Google and Bing: The November Horse Race Results
December 21, 2009
Through the complex route of Yahoo, I read Barry Levine’s “Google Is Galloping Way Ahead as Bing Moves Up.” I live in Kentucky, so the horse analogy is interesting. The search market is not a horse race. The search market is an interesting manifestation of information usage.
Guess what you can buy for dinner here. Which search engine logo will be mounted on the wall?
Without substantive change in human behavior, there is little likelihood that Google will lose its lead any time soon. The analogies to horses abound in the Newsfactor story. I like metaphors. I enjoyed “They Shoot Horses Don’t They”, and I like to window shop at the boucheries chevalines.
For me the key point in the write up was:
The competition, said Information Technology Intelligence Corp.’s Laura DiDio, is like “everyone being way behind Secretariat in the 1973 Belmont Stakes,” where the legendary racehorse “looked like he was racing against himself.” In the race for second place, DiDio added, the “momentum goes to Bing.” She noted that Microsoft’s entry into search has gained two percent since May, Yahoo’s has dropped from 20.5 percent, and Google appears to be stabilizing in its way-out-front position. Measured as query volume, Bing had the largest growth of the top search engines in November, with a six percent increase in volume. Yahoo’s dropped two percent, and Google’s edged up one percent. comScore’s stats include partner and cross-channel searches, but not searches for mapping, local directory, or user-generated video sites. The actual number of searches was about 9.5 billion for Google, 2.5 billion for Yahoo, 1.5 billion for Bing, 548 million for Ask, and 401 million for AOL.
The question for me is which of these nags will end up on the grill?
Stephen E. Arnold, December 19, 2009
I wish to disclose a free write up to the USDA, an entity focused on making sure I eat beef, chicken, and the other white meat, not losers of horse races.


Activity: Set each line of the material below down word for word, from the first through the line that holds "Image is 868x431 pixels.", but not the pictures.

The records:
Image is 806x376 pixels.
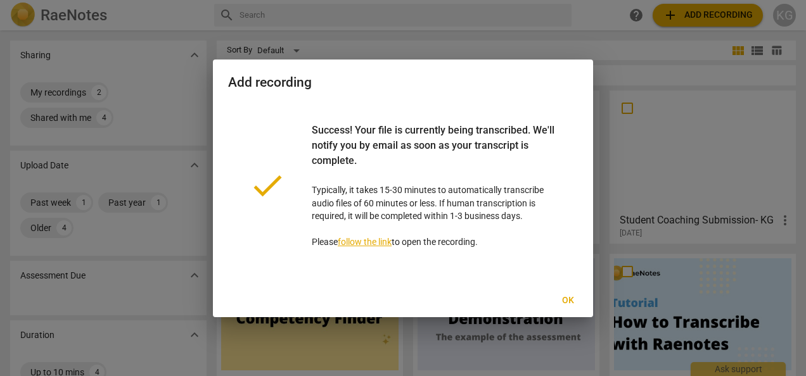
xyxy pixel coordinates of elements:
button: Ok [547,289,588,312]
div: Success! Your file is currently being transcribed. We'll notify you by email as soon as your tran... [312,123,557,184]
h2: Add recording [228,75,578,91]
p: Typically, it takes 15-30 minutes to automatically transcribe audio files of 60 minutes or less. ... [312,123,557,249]
a: follow the link [338,237,391,247]
span: done [248,167,286,205]
span: Ok [557,295,578,307]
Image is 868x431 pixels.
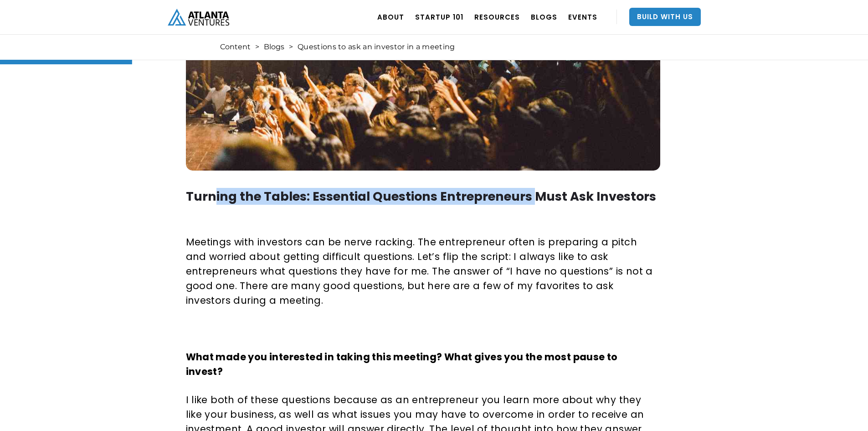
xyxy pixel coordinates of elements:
strong: What made you interested in taking this meeting? What gives you the most pause to invest? [186,350,618,378]
div: > [255,43,259,51]
a: Blogs [264,43,285,51]
a: EVENTS [568,4,597,29]
p: ‍ [186,206,657,221]
a: ABOUT [377,4,404,29]
p: Meetings with investors can be nerve racking. The entrepreneur often is preparing a pitch and wor... [186,235,657,308]
p: ‍ [186,322,657,336]
strong: Turning the Tables: Essential Questions Entrepreneurs Must Ask Investors [186,188,656,205]
a: RESOURCES [475,4,520,29]
a: Build With Us [630,8,701,26]
div: > [289,43,293,51]
a: Startup 101 [415,4,464,29]
a: Content [220,43,251,51]
a: BLOGS [531,4,558,29]
div: Questions to ask an investor in a meeting [298,43,455,51]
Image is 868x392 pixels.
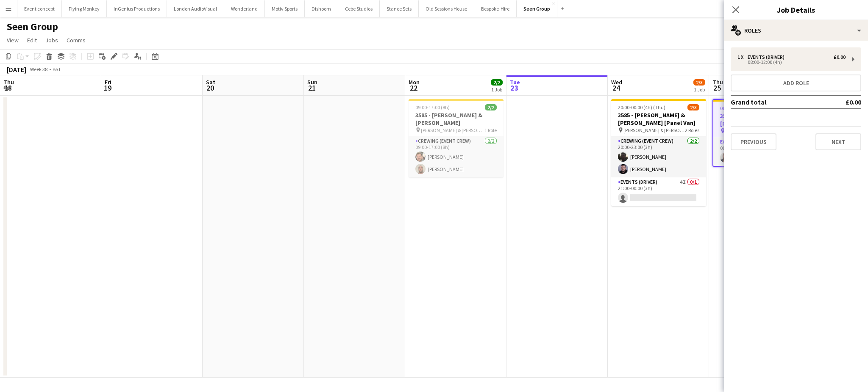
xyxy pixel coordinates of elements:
[27,36,37,44] span: Edit
[52,66,61,72] div: BST
[713,137,807,166] app-card-role: Events (Driver)1/108:00-12:00 (4h)[PERSON_NAME]
[731,96,821,109] td: Grand total
[2,83,14,93] span: 18
[747,54,788,60] div: Events (Driver)
[491,86,502,93] div: 1 Job
[611,178,706,207] app-card-role: Events (Driver)4I0/121:00-00:00 (3h)
[510,79,520,86] span: Tue
[421,127,484,134] span: [PERSON_NAME] & [PERSON_NAME]
[107,1,167,17] button: InGenius Productions
[105,79,112,86] span: Fri
[7,20,58,33] h1: Seen Group
[104,83,112,93] span: 19
[694,86,705,93] div: 1 Job
[306,83,318,93] span: 21
[724,20,868,40] div: Roles
[3,79,14,86] span: Thu
[338,1,380,17] button: Cebe Studios
[67,36,85,44] span: Comms
[517,1,557,17] button: Seen Group
[491,79,503,85] span: 2/2
[380,1,419,17] button: Stance Sets
[610,83,622,93] span: 24
[618,104,665,110] span: 20:00-00:00 (4h) (Thu)
[224,1,265,17] button: Wonderland
[265,1,305,17] button: Motiv Sports
[206,79,215,86] span: Sat
[485,104,497,110] span: 2/2
[7,36,19,44] span: View
[46,36,58,44] span: Jobs
[407,83,419,93] span: 22
[409,99,503,178] app-job-card: 09:00-17:00 (8h)2/23585 - [PERSON_NAME] & [PERSON_NAME] [PERSON_NAME] & [PERSON_NAME]1 RoleCrewin...
[821,96,861,109] td: £0.00
[713,112,807,127] h3: 3585 - [PERSON_NAME] & [PERSON_NAME] [Panel Van]
[474,1,517,17] button: Bespoke-Hire
[623,127,685,134] span: [PERSON_NAME] & [PERSON_NAME]
[18,1,62,17] button: Event concept
[731,134,776,150] button: Previous
[713,99,807,167] app-job-card: 08:00-12:00 (4h)1/13585 - [PERSON_NAME] & [PERSON_NAME] [Panel Van] Birchwood1 RoleEvents (Driver...
[713,79,723,86] span: Thu
[688,104,699,110] span: 2/3
[693,79,705,85] span: 2/3
[205,83,215,93] span: 20
[611,99,706,207] app-job-card: 20:00-00:00 (4h) (Thu)2/33585 - [PERSON_NAME] & [PERSON_NAME] [Panel Van] [PERSON_NAME] & [PERSON...
[737,54,747,60] div: 1 x
[611,79,622,86] span: Wed
[409,137,503,178] app-card-role: Crewing (Event Crew)2/209:00-17:00 (8h)[PERSON_NAME][PERSON_NAME]
[419,1,474,17] button: Old Sessions House
[508,83,520,93] span: 23
[409,112,503,127] h3: 3585 - [PERSON_NAME] & [PERSON_NAME]
[305,1,338,17] button: Dishoom
[711,83,723,93] span: 25
[815,134,861,150] button: Next
[62,1,107,17] button: Flying Monkey
[3,35,22,46] a: View
[167,1,224,17] button: London AudioVisual
[409,79,419,86] span: Mon
[611,112,706,127] h3: 3585 - [PERSON_NAME] & [PERSON_NAME] [Panel Van]
[7,65,26,74] div: [DATE]
[833,54,845,60] div: £0.00
[720,105,754,112] span: 08:00-12:00 (4h)
[42,35,61,46] a: Jobs
[24,35,40,46] a: Edit
[611,137,706,178] app-card-role: Crewing (Event Crew)2/220:00-23:00 (3h)[PERSON_NAME][PERSON_NAME]
[416,104,450,110] span: 09:00-17:00 (8h)
[737,60,845,64] div: 08:00-12:00 (4h)
[28,66,49,72] span: Week 38
[307,79,318,86] span: Sun
[484,127,497,134] span: 1 Role
[685,127,699,134] span: 2 Roles
[731,75,861,92] button: Add role
[724,4,868,15] h3: Job Details
[63,35,89,46] a: Comms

Problem solution:
Image is 806x376 pixels.
xyxy pixel coordinates of elements:
button: Ok [547,289,588,312]
div: Success! Your file is currently being transcribed. We'll notify you by email as soon as your tran... [312,123,557,184]
h2: Add recording [228,75,578,91]
p: Typically, it takes 15-30 minutes to automatically transcribe audio files of 60 minutes or less. ... [312,123,557,249]
a: follow the link [338,237,391,247]
span: done [248,167,286,205]
span: Ok [557,295,578,307]
Image is 868x431 pixels.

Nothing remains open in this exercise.